There are something like 56 million disabled people in America. These people at UCLA have worked with SAG and find that the number of disabled-speaking parts on TV is like .04. There just are no disabled people on television. People say, “Well, I saw a girl that was blind six years ago.” You remember every one of them because they’re so rare. So in that sense, there’s a lot to be done in getting disabled writers out there—not to write just about disabilities, but just to write, and also to raise the awareness about disabled characters on TV.

I’m also becoming increasingly involved in an organization called the Transverse Myelitis Association. I absolutely love the guy who runs it, Sandy Siegel. He’s the most selfless man I ever met. He lives in Columbus, Ohio. He works as an accountant every day. His wife has transverse myelitis. They’re only about 34. He devotes his life to publishing a newsletter. He sits on the phone every weekend talking to people calling him from all over the country, freaked out because their husband or wife suddenly developed transverse myelitis.

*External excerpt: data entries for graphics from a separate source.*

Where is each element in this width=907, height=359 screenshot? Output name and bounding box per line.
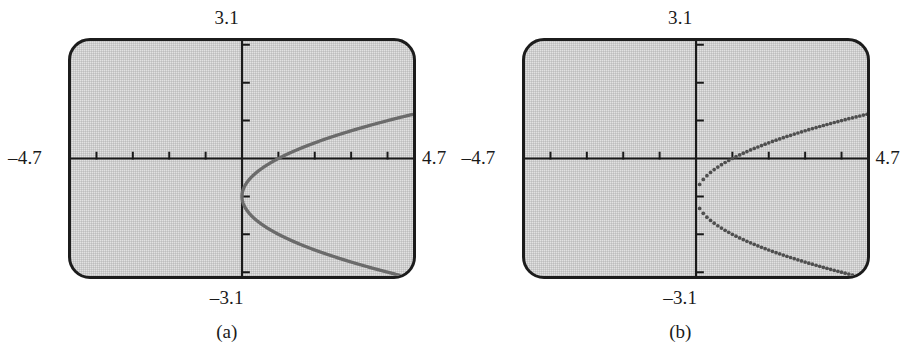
plot-dot (792, 257, 796, 261)
plot-dot (814, 263, 818, 267)
figure-container: 3.1 –4.7 4.7 –3.1 (a) 3.1 –4.7 4.7 –3.1 … (0, 0, 907, 359)
plot-dot (821, 124, 825, 128)
plot-dot (832, 121, 836, 125)
plot-dot (741, 151, 745, 155)
calculator-screen-b (522, 38, 870, 279)
panel-caption-b: (b) (454, 322, 907, 341)
plot-dot (828, 122, 832, 126)
plot-dot (821, 265, 825, 269)
plot-dot (763, 247, 767, 251)
plot-dot (719, 226, 723, 230)
panel-a: 3.1 –4.7 4.7 –3.1 (a) (0, 0, 454, 359)
plot-dot (817, 125, 821, 129)
plot-dot (854, 115, 858, 119)
plot-dot (726, 231, 730, 235)
plot-dot (781, 136, 785, 140)
plot-dot (763, 142, 767, 146)
plot-dot (723, 161, 727, 165)
plot-dot (748, 241, 752, 245)
plot-dot (843, 118, 847, 122)
plot-dot (712, 168, 716, 172)
plot-dot (836, 269, 840, 273)
plot-dot (854, 274, 858, 276)
plot-dot (755, 244, 759, 248)
graph-plot-b (525, 41, 867, 276)
plot-dot (705, 174, 709, 178)
plot-dot (810, 262, 814, 266)
plot-dot (734, 155, 738, 159)
plot-dot (788, 256, 792, 260)
plot-dot (799, 259, 803, 263)
plot-dot (850, 273, 854, 276)
graph-plot-a (71, 41, 413, 276)
plot-dot (697, 207, 701, 211)
plot-dot (817, 264, 821, 268)
plot-dot (846, 117, 850, 121)
plot-dot (814, 126, 818, 130)
plot-dot (781, 253, 785, 257)
plot-dot (737, 153, 741, 157)
plot-dot (708, 171, 712, 175)
plot-dot (865, 112, 867, 116)
plot-dot (734, 234, 738, 238)
plot-dot (741, 238, 745, 242)
plot-dot (737, 236, 741, 240)
parabola-dots (697, 112, 866, 276)
plot-dot (803, 260, 807, 264)
plot-dot (839, 119, 843, 123)
plot-dot (825, 123, 829, 127)
plot-dot (825, 266, 829, 270)
plot-dot (806, 261, 810, 265)
plot-dot (712, 221, 716, 225)
panel-b: 3.1 –4.7 4.7 –3.1 (b) (454, 0, 907, 359)
panel-caption-a: (a) (0, 322, 454, 341)
plot-dot (799, 130, 803, 134)
plot-dot (861, 113, 865, 117)
plot-dot (759, 144, 763, 148)
plot-dot (748, 148, 752, 152)
plot-dot (828, 267, 832, 271)
xmax-label-b: 4.7 (876, 148, 900, 167)
plot-dot (719, 163, 723, 167)
plot-dot (777, 137, 781, 141)
plot-dot (755, 145, 759, 149)
plot-dot (701, 211, 705, 215)
ymax-label-a: 3.1 (0, 8, 454, 27)
plot-dot (759, 245, 763, 249)
ymin-label-b: –3.1 (454, 288, 907, 307)
calculator-screen-a (68, 38, 416, 279)
plot-dot (730, 157, 734, 161)
plot-dot (806, 128, 810, 132)
plot-dot (745, 150, 749, 154)
plot-dot (752, 147, 756, 151)
plot-dot (770, 140, 774, 144)
plot-dot (770, 249, 774, 253)
plot-dot (726, 159, 730, 163)
plot-dot (697, 183, 701, 187)
plot-dot (766, 141, 770, 145)
plot-dot (745, 239, 749, 243)
xmin-label-a: –4.7 (8, 148, 42, 167)
plot-dot (857, 114, 861, 118)
parabola-curve (242, 115, 412, 276)
plot-dot (766, 248, 770, 252)
plot-dot (774, 138, 778, 142)
plot-dot (715, 165, 719, 169)
plot-dot (839, 270, 843, 274)
plot-dot (708, 219, 712, 223)
xmin-label-b: –4.7 (462, 148, 496, 167)
plot-dot (788, 133, 792, 137)
plot-dot (705, 215, 709, 219)
plot-dot (803, 129, 807, 133)
plot-dot (752, 242, 756, 246)
plot-dot (843, 271, 847, 275)
plot-dot (730, 232, 734, 236)
plot-dot (850, 116, 854, 120)
plot-dot (723, 228, 727, 232)
plot-dot (792, 132, 796, 136)
plot-dot (796, 131, 800, 135)
plot-dot (832, 268, 836, 272)
plot-dot (846, 272, 850, 276)
plot-dot (810, 127, 814, 131)
plot-dot (785, 254, 789, 258)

I’m also involved in the Media Access Awards. I’m one of the people that comes up with ideas for the ceremony every year. I think that’s a great thing, and it’s only getting better. It should be on television. So I am involved in that way. But even though I’ve been paralyzed for 10 years, I don’t really think of myself as a disabled person. I just think of myself as a guy that got this thing. I don’t own it.

CC: Most of the disability-rights movement is about living independent of the disability. Different people are trying to promote it in different ways, whether through legislation or through specific issues dealing with a specific disability. But the bottom line is that the movement is considered a civil-rights movement.

AR: And I think there’s been a lot of success. Again, this attitude is in my new book. I’m of the attitude that it’s all either changing very radically, or is going to change. I did not become disabled in the dark ages of disability. I became disabled after the Americans with Disabilities Act. I still get ignored by some people, but at least I’m kind of middle class. I’m not poor. I don’t have to scrounge every day. People accept me. It’s fine with them. It makes some people nervous. It probably makes me more nervous than it does them, or it makes me nervous and then it makes them nervous. But you don’t see looks of horror because you’re in a wheelchair. You’re a little unusual, but not as unusual. I think the future of disability is very bright.

CC: You could ballroom dance, you just don’t want to.

AR: (laughs) You don’t want me out there doing that. But coming in where I came in, at the age that I came in, I see these things changing very quickly. There are more disabled people on television in the last few years than ever before. You watch My Name Is Earl and there are blind girls and girls with one leg. You watch Larry David’s show, Curb Your Enthusiasm, he’s getting into arguments with guys in wheelchairs in bathrooms over using the handicap stall and stuff like that.

CC: Do you think society’s image of people with disabilities is starting to improve?

AR: I really do. I think it’s just going to become more and more the fabric of life. I think because there’s someone turning 50 every seven seconds, that will increase the number of Baby Boomers dealing with disabilities, and it’s literally going to become chic.